ETag Caching — Core Concepts
What ETags solve
Every time a client requests a resource, the server does the same work: query the database, serialize the response, send it over the network. If the data hasn’t changed since the last request, all that network transfer is wasted. ETags provide a mechanism for the server to say “nothing changed” with a minimal response.
ETags also solve a second problem: lost updates. When two users edit the same resource simultaneously, the last save wins and the first person’s changes are silently overwritten. ETags enable optimistic concurrency control by detecting when the resource changed between read and write.
How ETag caching works
The flow has two phases:
First request (no cache):
- Client sends
GET /users/5 - Server responds with the user data plus an ETag header:
ETag: "v1a2b3" - Client stores both the data and the ETag
Subsequent request (conditional):
- Client sends
GET /users/5withIf-None-Match: "v1a2b3" - Server generates the current ETag for user 5
- If it matches → respond with
304 Not Modified(no body) - If it doesn’t match → respond with
200 OK, new data, and new ETag
The 304 response is tiny (just headers, no body), saving bandwidth and often reducing server processing time if the ETag check can happen before full serialization.
Strong vs weak ETags
Strong ETags guarantee byte-for-byte equivalence. If two responses have the same strong ETag, they are identical down to every byte.
ETag: "abc123"
Weak ETags indicate semantic equivalence — the content is meaningfully the same but may differ in whitespace, formatting, or metadata:
ETag: W/"abc123"
Weak ETags are useful when your API serialization might produce slightly different JSON output for the same data (field ordering, floating point representation). Strong ETags require deterministic serialization.
ETags for optimistic concurrency
Beyond caching, ETags prevent lost updates:
- User A fetches the resource, gets
ETag: "v1" - User B fetches the same resource, gets
ETag: "v1" - User A updates it with
If-Match: "v1"→ succeeds, new ETag is"v2" - User B tries to update with
If-Match: "v1"→ server returns412 Precondition Failed
User B must re-fetch the resource (now at "v2"), review the changes, and retry. This prevents silent data loss in collaborative applications.
ETag generation strategies
The ETag value needs to change whenever the resource changes. Common approaches:
- Hash of content: MD5 or SHA-256 of the response body. Accurate but requires full serialization before the ETag check.
- Database timestamp: Use the
updated_atcolumn. Fast to check but misses changes from related tables. - Version counter: Increment a version field on every update. Simple and fast.
- Composite: Combine timestamp + related object versions for complex resources.
Last-Modified vs ETag
HTTP offers two conditional request mechanisms:
| Feature | ETag | Last-Modified |
|---|---|---|
| Precision | Exact (hash or version) | 1-second resolution |
| Multiple changes per second | Handles correctly | May miss updates |
| Format | Opaque string | Date timestamp |
| Header sent | If-None-Match | If-Modified-Since |
ETags are more precise and flexible. Last-Modified is simpler and works well for static files. Many APIs use both — the ETag takes precedence when both are present.
Common misconception
“ETags eliminate server processing.” Not necessarily. If the ETag is a content hash, the server still needs to build the full response to compute it. The savings come from not transmitting that response. To avoid computation too, use a version counter or timestamp that can be checked against the database without building the response object.
One thing to remember: ETags let the server skip sending unchanged data (saving bandwidth) and detect concurrent edits (preventing lost updates) — two problems solved by one HTTP header.
See Also
- Python Aiohttp Client Understand Aiohttp Client through a practical analogy so your Python decisions become faster and clearer.
- Python Api Client Design Why building your own API client in Python is like creating a TV remote that only has the buttons you actually need.
- Python Api Documentation Swagger Swagger turns your Python API into an interactive playground where anyone can click buttons to try it out — no coding required.
- Python Api Mocking Responses Why testing with fake API responses is like rehearsing a play with stand-ins before the real actors show up.
- Python Api Pagination Clients Why APIs send data in pages, and how Python handles it — like reading a book one chapter at a time instead of swallowing the whole thing.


# Assigned task
Copy out all of the data exactly as it appears.
==*==
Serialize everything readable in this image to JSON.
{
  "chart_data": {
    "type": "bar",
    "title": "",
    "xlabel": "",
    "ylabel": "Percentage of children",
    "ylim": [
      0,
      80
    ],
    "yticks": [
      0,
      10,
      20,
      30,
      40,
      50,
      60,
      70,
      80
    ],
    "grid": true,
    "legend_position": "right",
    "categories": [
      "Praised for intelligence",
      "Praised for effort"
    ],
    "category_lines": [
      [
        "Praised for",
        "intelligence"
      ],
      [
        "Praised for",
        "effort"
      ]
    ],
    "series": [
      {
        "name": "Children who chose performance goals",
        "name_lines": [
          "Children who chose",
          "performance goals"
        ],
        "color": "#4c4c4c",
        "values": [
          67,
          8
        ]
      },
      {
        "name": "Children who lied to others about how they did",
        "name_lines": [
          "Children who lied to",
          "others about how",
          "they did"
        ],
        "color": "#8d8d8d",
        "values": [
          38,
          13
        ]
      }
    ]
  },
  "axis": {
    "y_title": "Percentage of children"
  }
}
==*==
# Your response
Serialize everything readable in this image to JSON.
{
  "chart_data": {
    "type": "bar",
    "title": "",
    "xlabel": "",
    "ylabel": "Percentage of children",
    "ylim": [
      0,
      80
    ],
    "yticks": [
      0,
      10,
      20,
      30,
      40,
      50,
      60,
      70,
      80
    ],
    "grid": true,
    "legend_position": "right",
    "categories": [
      "Praised for intelligence",
      "Praised for effort"
    ],
    "category_lines": [
      [
        "Praised for",
        "intelligence"
      ],
      [
        "Praised for",
        "effort"
      ]
    ],
    "series": [
      {
        "name": "Children who chose performance goals",
        "name_lines": [
          "Children who chose",
          "performance goals"
        ],
        "color": "#4c4c4c",
        "values": [
          67,
          8
        ]
      },
      {
        "name": "Children who lied to others about how they did",
        "name_lines": [
          "Children who lied to",
          "others about how",
          "they did"
        ],
        "color": "#8d8d8d",
        "values": [
          38,
          13
        ]
      }
    ]
  },
  "axis": {
    "y_title": "Percentage of children"
  }
}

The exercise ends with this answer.